CHARLES MacCarthy remembers his late friend John Wright not with broad brush strokes, but in those subtle touches of colour that capture character.

Such touches marked the friendship between the two artists - and a tribute to one of Leominster's top talents at the town's festival.

Charles, from Kingsland, is quick to say that there are those who knew John better than he. Sometimes it seemed as if John enjoyed - even encouraged - an elusive, anecdotal existence.

But eventually every "biographer" needs a portrait of their subject before they can begin to delininate a life. A posthumous, and rare, exhibition of his work at Leominster Library reveals just what John saw in himself.

Only in the studio would the John who played the Joker over endless card games at The Grapes, or could trump all-comers swapping stories at The Black Horse, show his hand. The hand he had learned to steady again by painstakingly following a labyrinth of little dotted lines when a stroke cost him control of an arm.

Stark self-portraits - in oils and sketches - communicate something of what he was suffering over the years before his death in January.

Physical weariness, inner strength, watchful, hooded eyes - John always needed to know exactly what was going on in his studio.

Though he painted prolifically, his perfectionism meant few of works were ever shown publically.

"If he thought it wasn't right, he didn't want it," said Sue James, who shared John's life for 14 years. They got talking at his 60th birthday party - celebrated at his then flat in Bridge Street - and kept talking until the early hours.

"He was always such an interesting, enigmatic man. He had something to say on most things, but there was a wild streak to him," she said.

Charles was struck by just how many people around Leominster knew John but had no inkling of his talent. They met when John came to see a small exhibition of Charles's work at the town's community centre and bonded over shared student days - generations apart - at London's Camberwell College of Arts and Crafts.

While the two could talk intently about art, Charles never really got close to what had shaped John's life. This was what the work hinted at and "he gave himself a hard time", said Charles.

John came to Leominster in 1986 having thrown in 15 years as an art teacher to set up a jewellery and enamalling business. He had just begun to exhibit again - the 2004 h.art event at Hereford Art Gallery was his first full showing since 1977 - when he suffered his stroke.

A bad bout of lung cancer hit his health hard four years earlier. John struggled on until pneumonia set in at the start of the year. He died at Leominster Community Hospital aged 74 and is buried at the Humber Woodland of Remembrance.

Together, Charles and Sue selected a set of John's works - from sketch studies of the human form to the haunting self-portraits, out of the 80 either hanging or stored at his flat- cum-studio in Coningsby Road.

The display, in Leominster library for another fortnight, is intended as a tribute.

And if it encourages wider interest...

"Well, we think he'd be pretty chuffed about it," said Charles.

l Leominster Festival Art Exhibition features the work of nine local artists and continues until June 24, open during normal library hours (closed Sundays and Mondays).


Where an entry below contains an image, skip the image and reproduce the rest exactly.
------ Given records
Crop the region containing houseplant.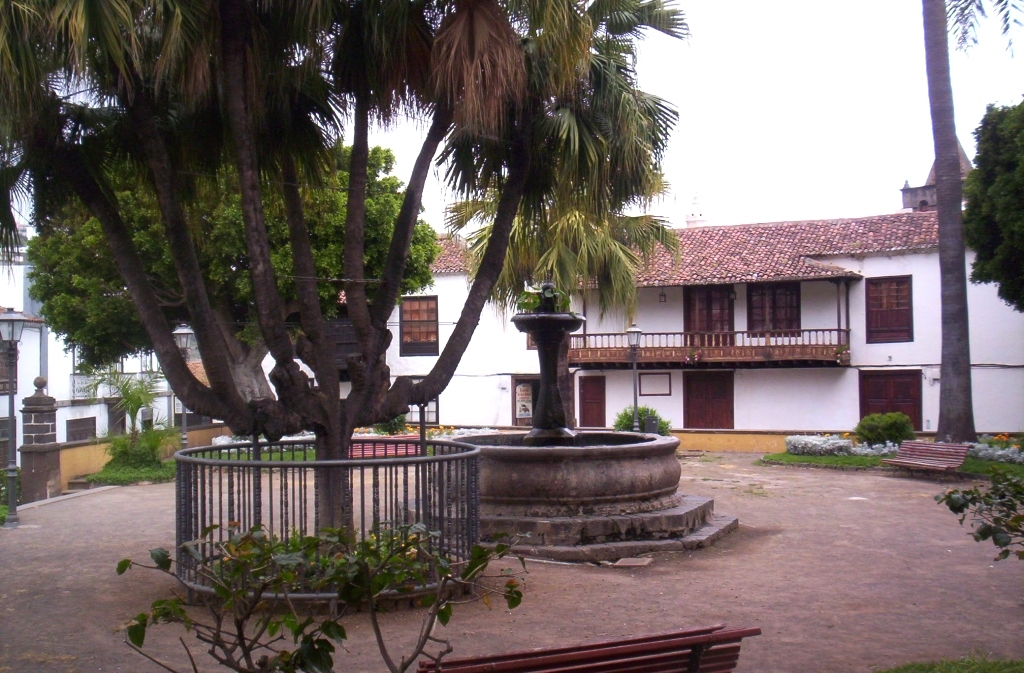
Crop region: bbox=[619, 397, 676, 437].
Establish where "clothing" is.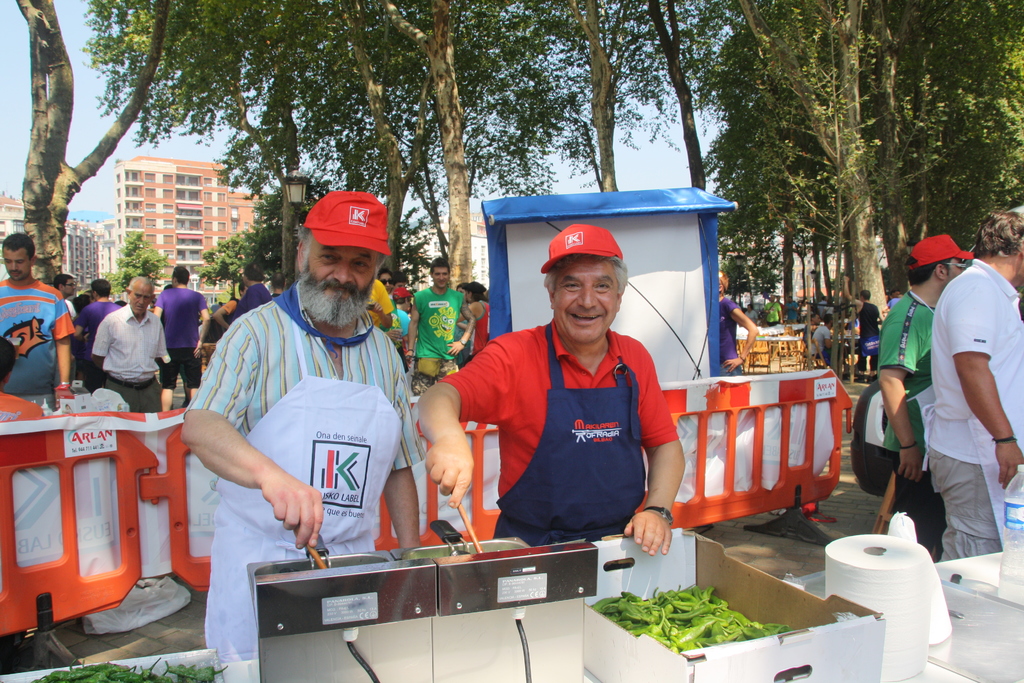
Established at (left=181, top=277, right=428, bottom=647).
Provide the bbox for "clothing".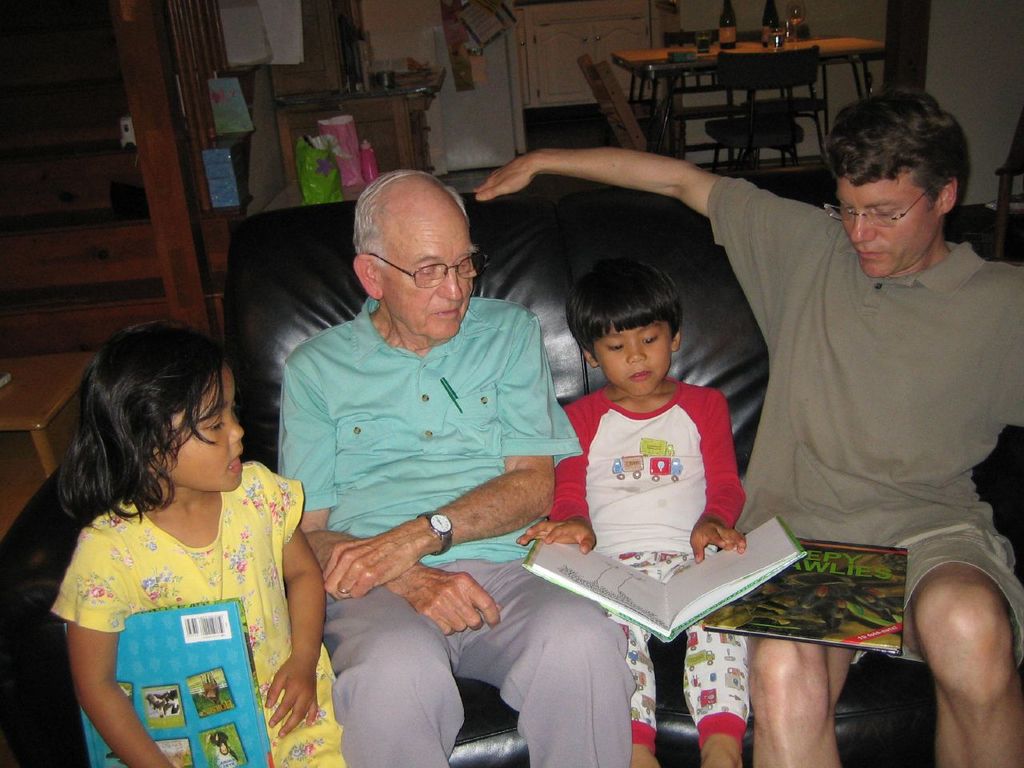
------------
§ Result for this exercise:
Crop the region containing houseplant.
Crop region: bbox=[619, 397, 676, 437].
Establish where "clothing" is.
Established at (left=181, top=277, right=428, bottom=647).
Provide the bbox for "clothing".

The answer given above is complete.